TUESDAY OF THE FIFTH WEEK OF LENT

A reading from the book of Numbers (21:4-9)

They left Mount Hor by the road to the Sea of Suph, to skirt round Edom. On the way the people lost patience. They spoke against God and against Moses, ‘Why did you bring us up out of Egypt to die in the desert? For there is neither food nor water here; we are sick of this wretched food.’ At this, God sent fiery serpents among the people; their bite brought death to many in Israel. The people came and said to Moses, ‘We have sinned by speaking against the Lord and against you. Intercede for us with the Lord to save us from these serpents.’ So Moses interceded for the people, and the Lord replied, ‘Make a fiery serpent and raise it as a standard. Anyone who is bitten and looks at it will survive.’ So Moses made a serpent out of bronze and raised it as a standard, and anyone who was bitten by a serpent and looked at the bronze serpent survived.

The Israelites continue their journey through the desert led by Moses. The preservation in Scripture of the curious tale of the bronze serpent might surprise us. King Hezekiah abolished such totems and had them destroyed, including the bronze serpent mentioned explicitly in the second book of Kings (2 Kings 18). The persistence of the tradition and its preservation in the book of Numbers perhaps show moderation in understanding the manifold ways in which people can reach out for God’s help, and express faith in something greater than themselves. The people acknowledge their guilt and ask Moses to intercede for them with God. It is God who tells them to ‘look at the serpent’, and it is God who heals.

Psalm 102 (101) The psalm speaks of those condemned to die being freed.

A reading from the holy gospel according to John (8:21-30)

Again Jesus said to them:

‘I am going away; you will look for me
but you will die in your sin.
Where I am going, you cannot come.’

So the Jews said to one another, ‘Is he going to kill himself, that he says, “Where I am going, you cannot come?” ’ And he said to them: 

‘You are from below; 
I am from above.
You are of this world; 
I am not of this world.
I have told you already: 
you will die in your sins.
For if you do not believe that I am He, 
you will die in your sins.’

So they said to him, ‘Who are you?’ Jesus answered: 

‘What I have told you from the outset.
About you I have much to say 
and to judge;
but the one who sent me is true,
and what I have learnt from him 
I declare to the world.’

They did not recognise that he was talking to them about the Father. So Jesus said: 

‘When you have lifted up the Son of man, 
then you will know that I am He
and that I do nothing of my own accord.
But as the Father has taught me, so I speak;
he who sent me is with me,
and has not left me to myself, for I always do what pleases him.’

As he was saying these things, many came to believe in him.

Jesus’ encounter at the Feast of Tabernacles continues. The repeated use of the phrase ‘I am He’ by Jesus is understood to allude to the name of God revealed to Moses (Exodus 3). As God is, so Jesus is. No wonder there is consternation among Jesus’ interlocutors. Jesus furthermore alludes to the healing with the bronze serpent by speaking of himself being ‘lifted up’. There is a developing understanding of Jesus, of his relationship with the Father, and of his mission, to be discovered in these chapters of John’s gospel. The passage concludes with the statement that ‘many came to believe in him’, and Jesus will address them.

Jesus is lifted up in death, and in resurrection.

Pray for those who are seeking to know and love Jesus.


Brief — All of the data should be given again word for word, though the images are to be left out.
─── Input material
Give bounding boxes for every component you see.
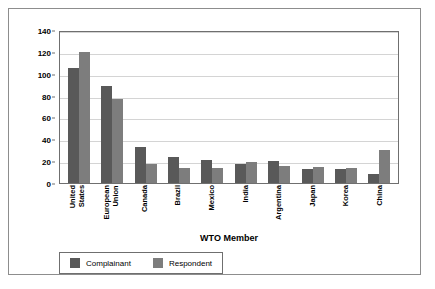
x-axis-label-cell: India [229,185,263,231]
chart-plot-area: Number of Complaints 020406080100120140 [59,31,399,184]
bar [313,167,324,183]
x-axis-label: European Union [103,185,120,220]
y-axis-tick-label: 100 [38,70,51,79]
x-axis-label: Korea [342,185,351,206]
legend-label: Complainant [86,259,131,268]
x-axis-label: Brazil [174,185,183,205]
bar-group [262,32,295,183]
x-axis-label: Canada [141,185,150,212]
chart-legend: ComplainantRespondent [59,252,223,274]
bar [68,68,79,183]
x-axis-label-cell: China [363,185,397,231]
y-axis-tick-mark [52,162,55,163]
y-axis-tick-label: 120 [38,48,51,57]
bar-group [129,32,162,183]
x-axis-title: WTO Member [59,233,399,243]
x-axis-label-cell: Canada [128,185,162,231]
x-axis-label-cell: Argentina [263,185,297,231]
y-axis-tick-mark [52,184,55,185]
y-axis-tick-mark [52,31,55,32]
bar [146,164,157,183]
bar [279,166,290,183]
bar-group [329,32,362,183]
x-axis-label: India [242,185,251,203]
y-axis-tick-label: 40 [42,136,51,145]
y-axis-tick-mark [52,52,55,53]
bar [235,164,246,183]
chart-frame: Number of Complaints 020406080100120140 … [8,8,421,275]
y-axis-tick-label: 140 [38,27,51,36]
x-axis-label: China [376,185,385,206]
bar-group [296,32,329,183]
bar-group [229,32,262,183]
x-axis-label: United States [69,185,86,208]
x-axis-label-cell: European Union [95,185,129,231]
y-axis-ticks: 020406080100120140 [29,31,55,184]
x-axis-label: Mexico [208,185,217,210]
plot-canvas [59,31,399,184]
x-axis-label-cell: Mexico [195,185,229,231]
bar [79,52,90,183]
bar [179,168,190,183]
bar-group [62,32,95,183]
legend-item[interactable]: Complainant [70,258,131,268]
bar [268,161,279,183]
y-axis-tick-label: 0 [47,180,51,189]
bar [379,150,390,183]
bar [246,162,257,183]
y-axis-tick-mark [52,118,55,119]
x-axis-label-cell: Korea [330,185,364,231]
x-axis-label: Argentina [275,185,284,220]
x-axis-label-cell: Brazil [162,185,196,231]
bar [346,168,357,183]
bar [335,169,346,183]
bar-group [363,32,396,183]
bar [212,168,223,183]
bar-group [196,32,229,183]
y-axis-tick-mark [52,74,55,75]
bar [168,157,179,183]
y-axis-tick-mark [52,96,55,97]
x-axis-label: Japan [309,185,318,207]
bar [101,86,112,183]
bar-group [95,32,128,183]
legend-label: Respondent [169,259,212,268]
bar [112,99,123,183]
bar [201,160,212,183]
bar-group [162,32,195,183]
y-axis-tick-label: 60 [42,114,51,123]
bar [302,169,313,183]
bar [368,174,379,183]
bar-groups [60,32,398,183]
legend-swatch-icon [153,258,163,268]
bar [135,147,146,183]
y-axis-tick-label: 20 [42,158,51,167]
x-axis-label-cell: United States [61,185,95,231]
y-axis-tick-label: 80 [42,92,51,101]
legend-item[interactable]: Respondent [153,258,212,268]
y-axis-tick-mark [52,140,55,141]
x-axis-label-cell: Japan [296,185,330,231]
x-axis-labels: United StatesEuropean UnionCanadaBrazilM… [59,185,399,231]
legend-swatch-icon [70,258,80,268]
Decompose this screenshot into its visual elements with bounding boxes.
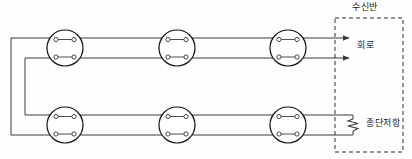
──────
Exercise output —
Give bounding boxes for every component you see.
x-axis-label-cell: India [229,185,263,231]
chart-plot-area: Number of Complaints 020406080100120140 [59,31,399,184]
bar [313,167,324,183]
x-axis-label: European Union [103,185,120,220]
y-axis-tick-label: 100 [38,70,51,79]
x-axis-label: Korea [342,185,351,206]
legend-label: Complainant [86,259,131,268]
x-axis-label: Brazil [174,185,183,205]
bar-group [262,32,295,183]
x-axis-label: Canada [141,185,150,212]
chart-legend: ComplainantRespondent [59,252,223,274]
bar [68,68,79,183]
x-axis-label-cell: China [363,185,397,231]
y-axis-tick-mark [52,162,55,163]
y-axis-tick-label: 120 [38,48,51,57]
bar-group [129,32,162,183]
x-axis-title: WTO Member [59,233,399,243]
x-axis-label-cell: Canada [128,185,162,231]
x-axis-label-cell: Argentina [263,185,297,231]
y-axis-tick-mark [52,184,55,185]
y-axis-tick-mark [52,31,55,32]
bar [146,164,157,183]
bar [279,166,290,183]
bar-group [329,32,362,183]
x-axis-label: India [242,185,251,203]
y-axis-tick-label: 40 [42,136,51,145]
y-axis-tick-mark [52,52,55,53]
bar [235,164,246,183]
chart-frame: Number of Complaints 020406080100120140 … [8,8,421,275]
y-axis-tick-label: 140 [38,27,51,36]
x-axis-label: China [376,185,385,206]
bar-group [296,32,329,183]
bar-group [229,32,262,183]
x-axis-label: United States [69,185,86,208]
x-axis-label-cell: European Union [95,185,129,231]
y-axis-ticks: 020406080100120140 [29,31,55,184]
x-axis-label: Mexico [208,185,217,210]
plot-canvas [59,31,399,184]
x-axis-label-cell: Mexico [195,185,229,231]
bar [79,52,90,183]
bar [179,168,190,183]
bar-group [62,32,95,183]
legend-item[interactable]: Complainant [70,258,131,268]
bar [268,161,279,183]
y-axis-tick-label: 0 [47,180,51,189]
bar [379,150,390,183]
bar [246,162,257,183]
y-axis-tick-mark [52,118,55,119]
x-axis-label-cell: Korea [330,185,364,231]
x-axis-label: Argentina [275,185,284,220]
x-axis-label-cell: Brazil [162,185,196,231]
bar [346,168,357,183]
bar [335,169,346,183]
bar-group [363,32,396,183]
bar [212,168,223,183]
bar-group [196,32,229,183]
y-axis-tick-mark [52,74,55,75]
bar [168,157,179,183]
y-axis-tick-mark [52,96,55,97]
x-axis-label: Japan [309,185,318,207]
bar [101,86,112,183]
bar-group [95,32,128,183]
legend-label: Respondent [169,259,212,268]
bar [112,99,123,183]
bar [201,160,212,183]
bar-group [162,32,195,183]
y-axis-tick-label: 60 [42,114,51,123]
bar [302,169,313,183]
bar [368,174,379,183]
bar-groups [60,32,398,183]
legend-swatch-icon [153,258,163,268]
bar [135,147,146,183]
y-axis-tick-label: 20 [42,158,51,167]
x-axis-label-cell: United States [61,185,95,231]
y-axis-tick-label: 80 [42,92,51,101]
legend-item[interactable]: Respondent [153,258,212,268]
y-axis-tick-mark [52,140,55,141]
x-axis-label-cell: Japan [296,185,330,231]
x-axis-labels: United StatesEuropean UnionCanadaBrazilM… [59,185,399,231]
legend-swatch-icon [70,258,80,268]
Decompose this screenshot into its visual elements with bounding boxes.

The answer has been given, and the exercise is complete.